Blue Seed Pattern, 1987

for Trish Sewell and MM

What if we stayed up all night?

This was long years before Seoul

Tokyo, beloved Kyoto

singing Daijobu! with the genki boys

down on Kawaramachi-dori

down by the hot coffee machines.

 

What if we walked the city?

This, after years walking

the long browed hills of the north

only the starfields above us

far away, like the spangled rest of the world.

 

What if we followed the night? so we stepped out

scuffed down April-grey sidewalks

creatures of northern spring, our thrift

store trench coats, Army and Navy sneakers

hands in pockets like New Romantics

but we were cold, not cool.

 

In Little Italy, we dared Tra Amici

hunting gelato, authentic flavour

felt the true, deep, smoky closure

around each table, these men

who owned this hour in this place.

 

In time, we wended back to the Bay

Station, empty now with the last train sleeping

don’t sleep in the subway, darlin’ we sang

hooting ironically, admiring the shine

of tiles in orange, grey, hard blue, too quiet.

 

What if we go home for tea? so we did.

Back to his place, my sister and i, like

Leonard Cohen’s Sisters of Mercy perhaps

we each held something tight from that night

something we each let go, this place

not wide awake, not a world city, just a dusty

prairie gathering of souls, those awake

contemplating the far off spangle of other worlds.

 

Here, it was enough to drink jasmine tea

not like any other song or story, just three friends

each cupping a warm round

serving to connect us to every conspirator ever,

and to none. We were just kids, hungry for life,

satisfied with green and flowering water

and the cheap light through blue and white

crockery, none the less mysterious for its low price.

 

See, he said, you can see light

through the pattern; it’s meant to mimic grains of rice.

We owl-nodded, mesmerised

and comforted by patterns

in pale blue, like every night before or since.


▸ Work to complete
The records that follow must be repeated exactly, minus the images.

[[ Material to process, beginning ]]

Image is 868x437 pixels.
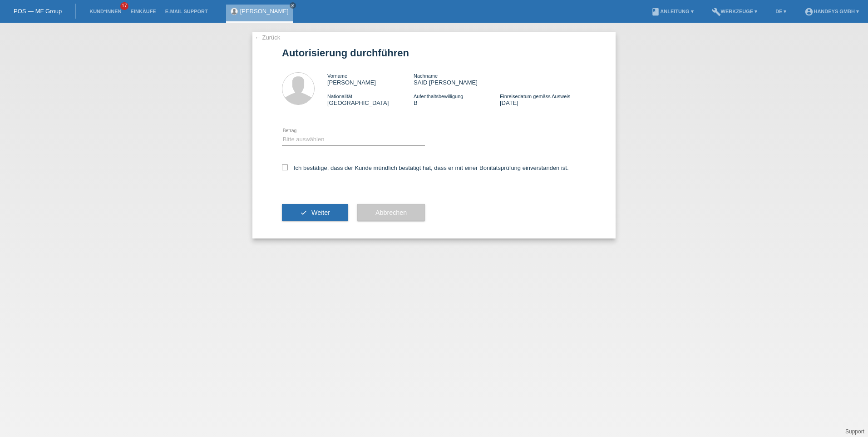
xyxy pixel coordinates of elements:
[255,34,280,41] a: ← Zurück
[414,93,464,99] span: Aufenthaltsbewilligung
[712,7,721,17] i: build
[327,93,414,106] div: [GEOGRAPHIC_DATA]
[845,428,865,435] a: Support
[647,9,698,14] a: bookAnleitung ▾
[414,93,500,106] div: B
[500,93,571,99] span: Einreisedatum gemäss Ausweis
[282,164,569,171] label: Ich bestätige, dass der Kunde mündlich bestätigt hat, dass er mit einer Bonitätsprüfung einversta...
[14,8,61,15] a: POS — MF Group
[327,73,348,78] span: Vorname
[801,9,864,14] a: account_circleHandeys GmbH ▾
[289,2,296,9] a: close
[282,48,587,58] h1: Autorisierung durchführen
[126,9,161,14] a: Einkäufe
[311,209,330,216] span: Weiter
[651,7,660,17] i: book
[414,73,438,78] span: Nachname
[327,72,414,86] div: [PERSON_NAME]
[805,7,814,17] i: account_circle
[707,9,763,14] a: buildWerkzeuge ▾
[290,3,295,8] i: close
[161,9,213,14] a: E-Mail Support
[327,93,353,99] span: Nationalität
[120,2,129,10] span: 17
[85,9,126,14] a: Kund*innen
[358,204,425,221] button: Abbrechen
[771,9,791,14] a: DE ▾
[240,8,289,15] a: [PERSON_NAME]
[282,204,349,221] button: check Weiter
[376,209,407,216] span: Abbrechen
[414,72,500,86] div: SAID [PERSON_NAME]
[500,93,587,106] div: [DATE]
[300,209,307,216] i: check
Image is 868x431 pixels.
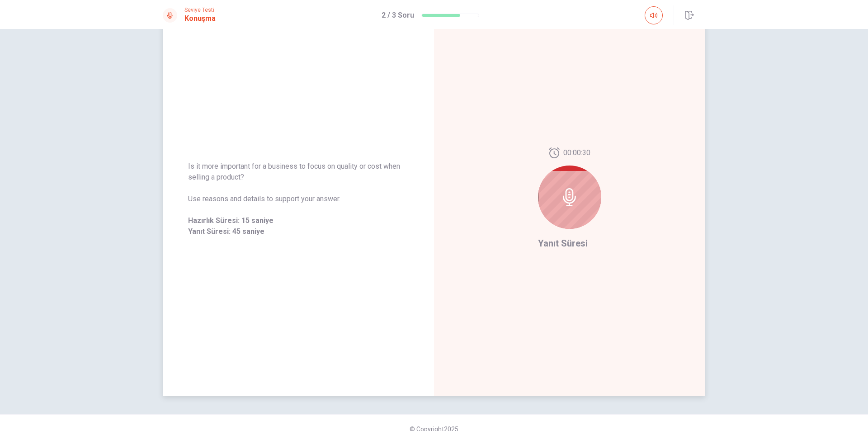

[[ Material to process, end ]]

▸ Task solution
Image is 868x437 pixels.
xyxy pixel coordinates of elements:
[255,34,280,41] a: ← Zurück
[414,93,464,99] span: Aufenthaltsbewilligung
[712,7,721,17] i: build
[327,93,414,106] div: [GEOGRAPHIC_DATA]
[845,428,865,435] a: Support
[647,9,698,14] a: bookAnleitung ▾
[414,93,500,106] div: B
[500,93,571,99] span: Einreisedatum gemäss Ausweis
[282,164,569,171] label: Ich bestätige, dass der Kunde mündlich bestätigt hat, dass er mit einer Bonitätsprüfung einversta...
[14,8,61,15] a: POS — MF Group
[327,73,348,78] span: Vorname
[801,9,864,14] a: account_circleHandeys GmbH ▾
[289,2,296,9] a: close
[282,48,587,58] h1: Autorisierung durchführen
[126,9,161,14] a: Einkäufe
[311,209,330,216] span: Weiter
[651,7,660,17] i: book
[414,73,438,78] span: Nachname
[327,72,414,86] div: [PERSON_NAME]
[805,7,814,17] i: account_circle
[707,9,763,14] a: buildWerkzeuge ▾
[290,3,295,8] i: close
[161,9,213,14] a: E-Mail Support
[327,93,353,99] span: Nationalität
[120,2,129,10] span: 17
[85,9,126,14] a: Kund*innen
[358,204,425,221] button: Abbrechen
[771,9,791,14] a: DE ▾
[240,8,289,15] a: [PERSON_NAME]
[282,204,349,221] button: check Weiter
[376,209,407,216] span: Abbrechen
[414,72,500,86] div: SAID [PERSON_NAME]
[500,93,587,106] div: [DATE]
[300,209,307,216] i: check
Image is 868x431 pixels.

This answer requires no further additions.